Courses in Machine Learning and Pattern Recognition
The University of Illinois offers a wide variety of courses in machine learning and pattern recognition, distributed across the departments of Computer Science, ECE, and Statistics. These courses are designed to be complementary: few students would wish to take all of these courses, but many students will be interested in taking two or three of them. Course descriptions given here are approximate; official descriptions are available on the UIUC registrar web site. Information similar to this page is maintained more permanently at http://ml.cs.illinois.edu/.
Roughly, these courses can be grouped in three categories.
- Fundamental courses: CS446 | STAT542
- Advanced courses: CS546 | CS 598PS | ECE598MR
- Special topics course: ECE544NA
- CS446: Machine Learning
- STAT542: Statistical Learning
- CS546: Machine Learning and Natural Language
- CS 598PS: Machine Learning for Signal Processing
- ECE 598MR: Statistical Learning Theory
- ECE 544NA: Pattern Recognition
The goal of Machine Learning is to build computer systems that can adapt and learn from their experience. This course will study the theory and application of learning methods that have proved valuable and successful in practical applications. We review the theory of machine learning in order to get a good understanding of the basic issues in this area, and present the main paradigms and techniques needed to obtain successful performance in application areas such as natural language and text understanding, speech recognition, computer vision, data mining, adaptive computer systems and others.
Modern techniques of predictive modeling, classification, and clustering are discussed. Examples of these are linear regression, nonparametric regression, kernel methods, regularization, cluster analysis, classification trees, neural networks, boosting, discrimination, support vector machines, and model selection. Applications are discussed as well as computation and theory. This is probably the only learning/mining course offered outside engineering, and is strongly recommended as an introductory course for non-engineering students interested in the areas of machine learning, statistical learning, and pattern recognition.
Making decisions in natural language processing problems often involves assigning values to sets of interdependent variables where the expressive dependency structure can influence, or even dictate, what assignments are possible. Structured learning problems such as semantic role labeling provide one such example, but the setting is broader and includes a range of problems such as name entity and relation recognition and co-reference resolution. The setting is also appropriate for cases that may require a solution to make use of multiple models (possible pre-designed or pre-learned components) as in summarization, textual entailment and question answering.

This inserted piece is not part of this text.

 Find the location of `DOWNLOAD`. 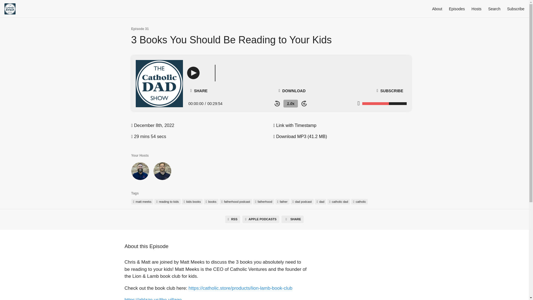

DOWNLOAD is located at coordinates (292, 90).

There is an increasing need for machines that can understand complex real-world signals, such as speech, images, movies, music, biological and mechanical readings, etc. In this course we will cover the fundamentals of machine learning and signal processing as they pertain to this goal, as well as exciting recent developments. We will learn how to decompose, analyze, classify, detect and consolidate signals, and examine various commonplace operations such as finding faces from camera feeds, organizing personal music collections, designing speech dialog systems and understanding movie content. The course will consist of lectures and student projects and presentations. Students are expected to have a working knowledge of linear algebra, probability theory, and programming skills to carry an implementation of a final project (preferably in MATLAB, but all languages are welcome).
Advanced graduate course on modern probabilistic theory of adaptive and learning systems. The following topics will be covered: basics of statistical decision theory; concentration inequalities; empirical risk minimization; complexity-regularized estimation; generalization bounds for learning algorithms; VC dimension and Rademacher complexities; minimax upper and lower bounds for classification and regression; basics of online learning and optimization. Along with the general theory, the course will discuss applications of statistical learning theory to signal processing, information theory, and adaptive control. Basic prerequisites include probability and random processes, calculus, and linear algebra. Other necessary material and background will be introduced as needed.
ECE544NA is a permanent special-topics course in pattern recognition. Content varies every year, but usually includes error metrics (e.g., information-theoretic and perceptron-based) and optimization (e.g., neural network, Bayesian, stochastic, and convex programming techniques) for the supervised, semi-supervised, and unsupervised estimation of probability densities, feature selection, regression and classification. In fall 2013, ECE 544NA will cover the material usually included in this course, but with a particular emphasis on neural networks. This emphasis on neural networks is prompted by the dramatic success of pre-trained deep belief networks, recently, in many pattern recognition applications.